Most Texas baby boomers, and many generations before us, have fond memories of catching and playing with horny toads.  Deprived of video games, our mothers would send us out into the yard, where we were forced to seek entertainment from the landscape.  Both in town and in the country, horny toads were everywhere, providing hours of diversion.  Genie Vogler remembers tying a string around the little horns on their heads and leading them around on a leash.  Dean Hamilton made his captives pull tiny wagons made out of matchboxes.  Another friend, who wishes to remain anonymous because he is otherwise a kindly soul who deeply regrets his misspent youth, used to blow them up with firecrackers.

 

I lived on a busy street in Austin, but there were plenty of horny toads around our house, and I frequently kept one in a shoebox.  I probably tried to feed it Velveeta cheese (a personal favorite snack) and of course it wouldn’t eat, so after a few days I would let it go.  I didn’t know that the horny toads in my yard were feasting on the red harvester ants that had a permanent bed on the far side of the driveway.  We never tried to get rid of the ants; they were just part of the territory.  In fact my sisters and I would take bits of food out to the ant bed and watch the ants pick up the crumbs and carry them around.  (It was so much easier to entertain children in those days.)  They were a pacifist group of ants and never tried to bite us, unlike fire ants which are no fun to play with at all.

 

The harvester ant bed was a flat sandy circle about four feet across with a tunnel in the center.  The ants would go out in search of seeds along trails leading from the bed.  Horny toads would stake out along the trails and eat the ants as they marched by, each horny toad eating 70 to 100 ants a day.  A horny toad has to rotate between several ant beds because the ants wise up and change their trails.

 

So what happened to all the horny toads?  When I mentioned them to my grown children they looked at me as if I had been riding dinosaurs.  The horned lizard does look prehistoric, but they are not extinct.  They still exist, just not so much in Central Texas.  I contacted Lee Ann Linam, a representative of the Horned Lizard Conservation Society and a wildlife biologist with Texas Parks and Wildlife Department (TPWD), who has been studying horny toads for decades.  She told me that in the last 15 years, she has received only five unconfirmed reports of horny toad sightings in Williamson County, and those might have been Texas spiny lizards instead, which are quite common.  Texas horned lizards have been listed as threatened by the TPWD since 1977.

 

Habitat loss is a big factor in the decline of horny toads, which prefer native grasslands with bare rocky spots for sunning.  They are not much into shopping malls and suburban developments with St.

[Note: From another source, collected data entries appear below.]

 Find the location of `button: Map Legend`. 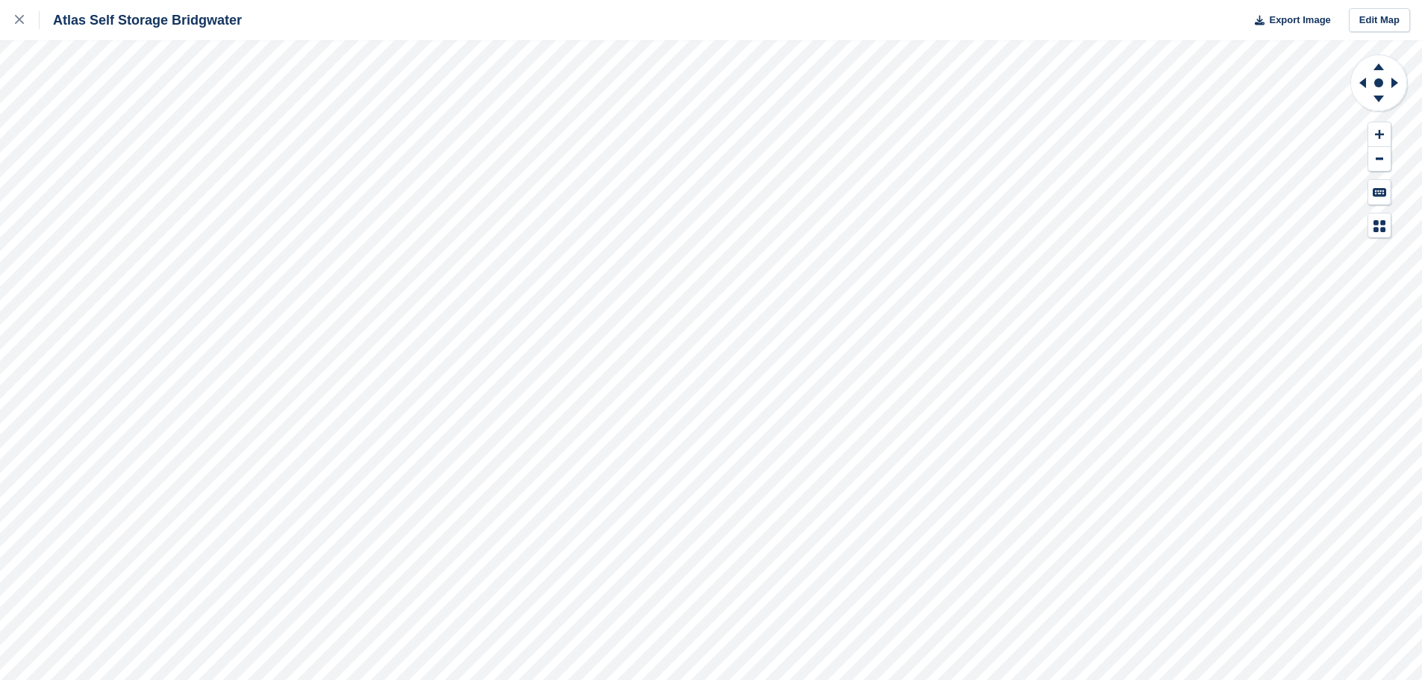

button: Map Legend is located at coordinates (1380, 225).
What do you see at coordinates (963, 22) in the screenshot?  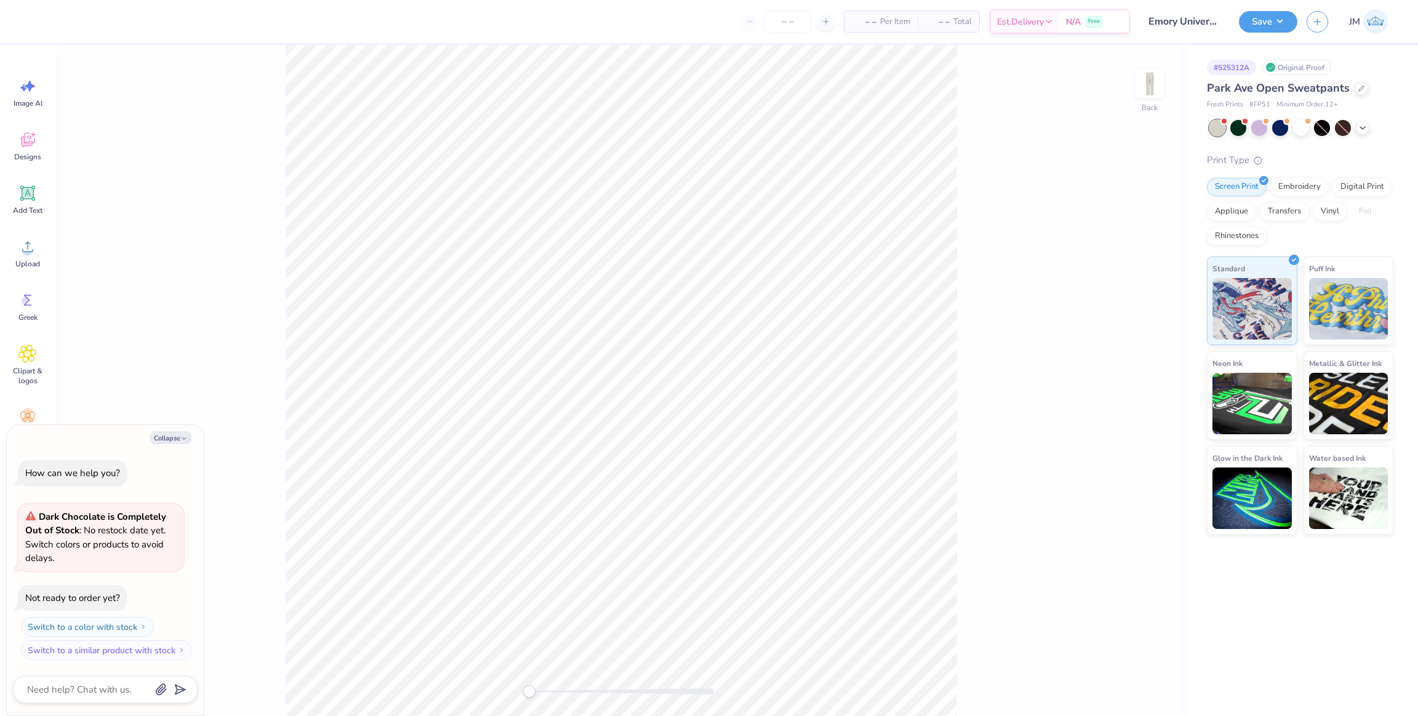 I see `span: Total` at bounding box center [963, 22].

Augustine lawns.  And as fire ants invaded the area, people became much more hostile to ants in general.  Ant poisons and other insecticides destroyed the harvester ants which are the food supply for the horny toads.  Scientists have tried to teach them to eat fire ants, but they just won’t do it, and who can blame them.

 

Here’s the action plan for horny toad fans.  If you have a red harvester ant bed on your property, do not destroy it.  Harvester ants are the good guys and compete with fire ants.  Check out the trails around the ant bed in mid morning before it gets too hot.  If you see a horny toad, take a picture and send it to the TPWD.  Don’t use widespread pesticides in your yard.  If you have to destroy fire ants, use boiling soapy water poured directly on the mound, or directly apply a bait containing Spinosad, which is not harmful to the harvester ants. 

 

Milam County has a population of horny toads, so if we can take care of our harvester ants and keep some of the county natural, just maybe, if we are really lucky, it might be possible for our great grandkids to play with Texas Horned Lizards again.